After that you empty the cured bucketful into your regular composter to mix with carbon elements (grass clippings, torn paper, spent compost etc) and leave it to rot down, which it does in short order and gives you the best compost you ever saw.

The only thing is, rats are very partial to humanure; so the composter for the second stage must be rat-proof. And I know we have rats in our compost because I have seen their tunnels. All they're getting is teabags, eggshells and grass clipping (plus a few ends of broccoli stalks and apple cores rejected by my husband) so I doubt they're too enthusiastic at the moment, but I don't want to create a population explosion of rats. At the end of our garden is a deck with a shed on it, and beyond the garden fence is the bank of the stream — so I'll bet you anything you like rats live under that deck.

But, as it happens our Hebe and Alice have two composters I bought when we lived with them, that they no longer need for various reasons. And those composters are the Subpod ones, which are rat-proof. Like this.

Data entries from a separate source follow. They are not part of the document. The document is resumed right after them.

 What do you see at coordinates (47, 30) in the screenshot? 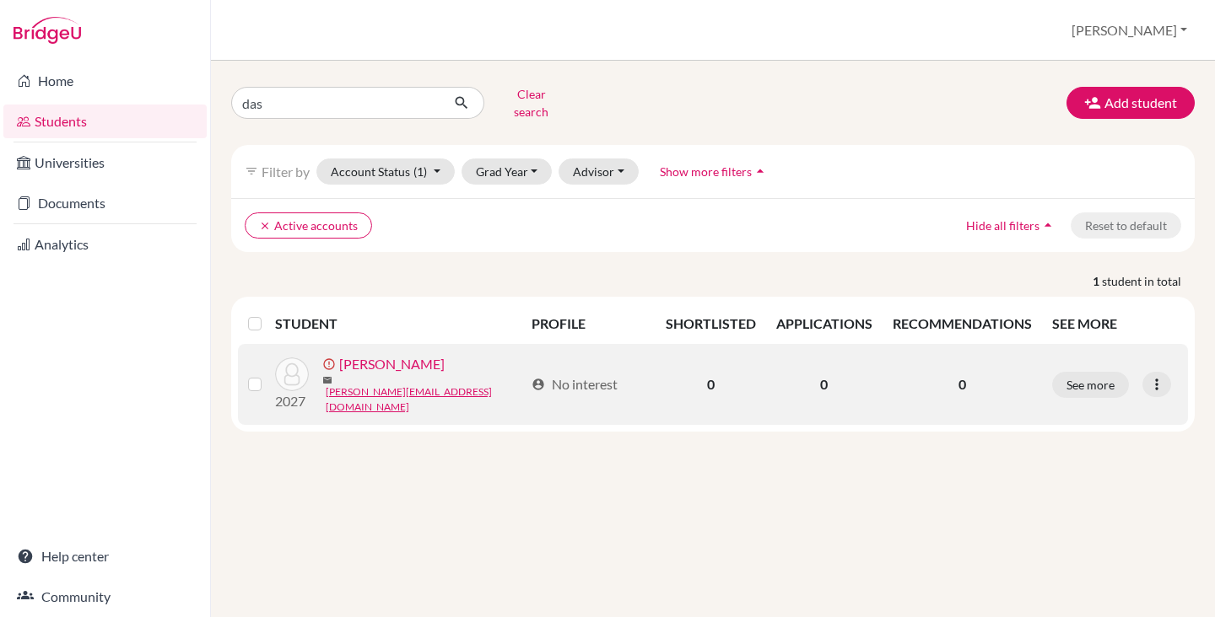
I see `img: Bridge-U` at bounding box center [47, 30].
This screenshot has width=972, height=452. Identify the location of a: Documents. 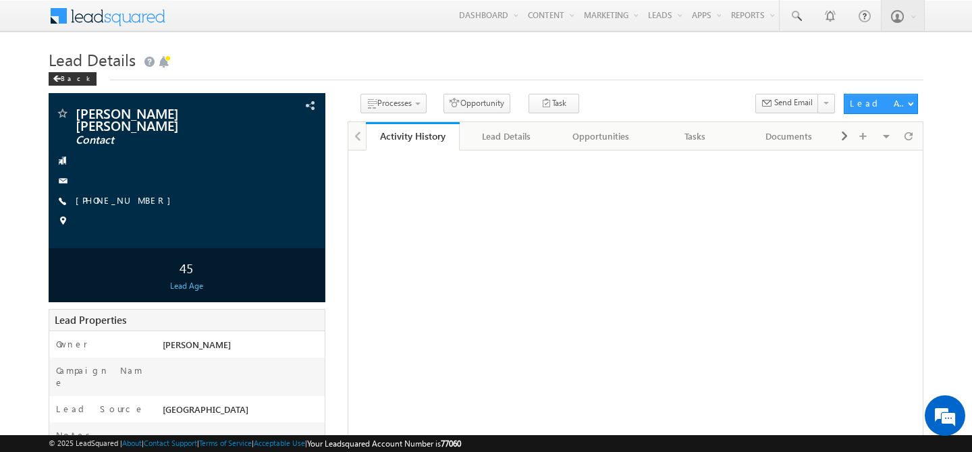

The earth in our garden is uncompromisingly heavy clay, and I think an eighteen-inch square hole might be a bit much for me to dig. I'm not sure. But if it is, then the alternative would be to create a raised bed and put both composters in that (because Alice and Hebe have two). Then if the raised bed is big enough to plant the courgettes alongside the composters, hey presto, we have both a composting system and a zucchini bed. 

I think we might do that.

And now the sun has risen (I think it has, behind all that cloud) and what we laughingly call 'day' at this time of year in England has made its appearance, and it's time to get up for our prayers.

Yesterday morning for breakfast I made myself egg-nog (beaten egg and hot milk, and a splash of vanilla and a teeny bit of manuka honey so it tastes nice, and cream), because I wanted to go to church without setting off abdominal agony by giving my gut anything more challenging than liquid to process. And that was delicious so I think I'll make that for my breakfast again today. It worked well for church, and I was glad I went because they had all my favourite songs in the one meeting. I walked home after to get some exercise, because I knew perfectly well that the chances of my going out for a happy afternoon stroll in the biting cold wind we had yesterday was exactly zero. So I was glad about that too. 

I haven't been to church all through Christmas because it gets a bit much for me — I need things to be plain and simple. I went to Russian Orthodox Christmas though, last week, because the priest is kind and a friend and invited me. So I have actually and literally been to church over Christmas, just not much.

It's two minutes to eight and time I got out of bed. Catch you later. But that's what I've been thinking about these last three hours as morning came. Wish me luck with re-structuring those chapters, it's not easy; praying friends, all prayer support in the endeavour gratefully received.